Habitual Mood

Commonplace Classics

I have been looking at a lot of online lists of "classic" books and thinking about Elisa Gabbert's notion of "stupid classics"

[By stupid classics] we did not mean lacking in intelligence, or bad. For me, “stupid” meant relatively short, accessible enough to be on a high school syllabus, and probably rehashed into clichĂ© over time by multiple film adaptations and Simpsons episodes. The quintessential example was The Strange Case of Dr. Jekyll and Mr. Hyde.

Like anyone, I have many gaps in my reading, including a lot of these "stupid classics" - or, as I'll call them, because I'm nice, commonplace classics. Some I would refuse to read at gunpoint (Ayn Rand), but there are many that I'd like to get to. As Gabbert notes elsewhere in her piece, "if you want to speak or write knowledgeably about [classics], you really do have to read them. You can’t just assume you know what they’re like." I love to speak or write knowledgeably! So I started making a reading list with an emphasis on a) books I actually want to read at some point, and b) books that I already own or that are easy to come by. I also decided to include a few books I have read before, but so long ago as makes no difference.

  1. Chinua Achebe, Things Fall Apart
  2. Richard Adams, Watership Down
  3. William Beckford, Vathek
  4. Anita Brookner, Hotel du Lac
  5. Willa Cather, My Antonia
  6. Joseph Conrad, Heart of Darkness
  7. William Faulkner, The Sound and the Fury
  8. F. Scott Fitzgerald, The Beautiful and the Damned
  9. E.M. Forster, A Passage to India
  10. Graham Greene, The Quiet American
  11. H. Rider Haggard, She
  12. L.P. Hartley, The Go-Between
  13. Ernest Hemingway, The Old Man and the Sea
  14. John Irving, The World According to Garp 
  15. Jack Kerouac, On the Road
  16. Rudyard Kipling, Kim
  17. Jack London, The Call of the Wild
  18. Edgar Allan Poe The Narrative of Arthur Gordon Pym of Nantucket
  19. W. Somerset Maugham, The Razor’s Edge
  20. Sylvia Plath, The Bell Jar
  21. Neville Shute, On the Beach 
  22. Jules Verne, 20 000 Leagues Under the Sea
  23. H.G. Wells, The Island of Dr Moreau
  24. Edith Wharton, Ethan Frome
  25. Oscar Wilde, The Picture of Dorian Gray

My selection process was heavily vibes-based, but I think it's fair to say these books are "classics", some in the academic, canonical sense, others in the (admittedly vague) sense that the habitual reader of fiction is probably at least aware that they exist. Books people read at school or university; books that have been adapted for the screen; books that won literary awards or have appeared on so many lists of supposed classic books that their status is assured by mere familiarity. The kind of books that turn up a lot on user-generated sites like List Challenges. Most of them are short; there are a couple of longer works, but nothing too onerous.

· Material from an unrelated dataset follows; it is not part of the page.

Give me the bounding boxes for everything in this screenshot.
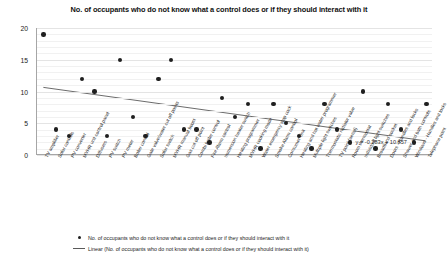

I have previously read  Heart of Darkness, The Razor's Edge, Twenty Thousand Leagues Under the Sea, and The Island of Dr. Moreau, all of them a long time ago. The Verne I read as a child, in what I now understand to be an extremely unreliable translation. I don't know which one it was but apparently they were all dreadful until recently.

I'm going to use a random number generator to choose which book to read, otherwise I will put off reading On the Road, by some margin the least appealing to me of the twenty-five, until the end of time. First up: The Razor's Edge.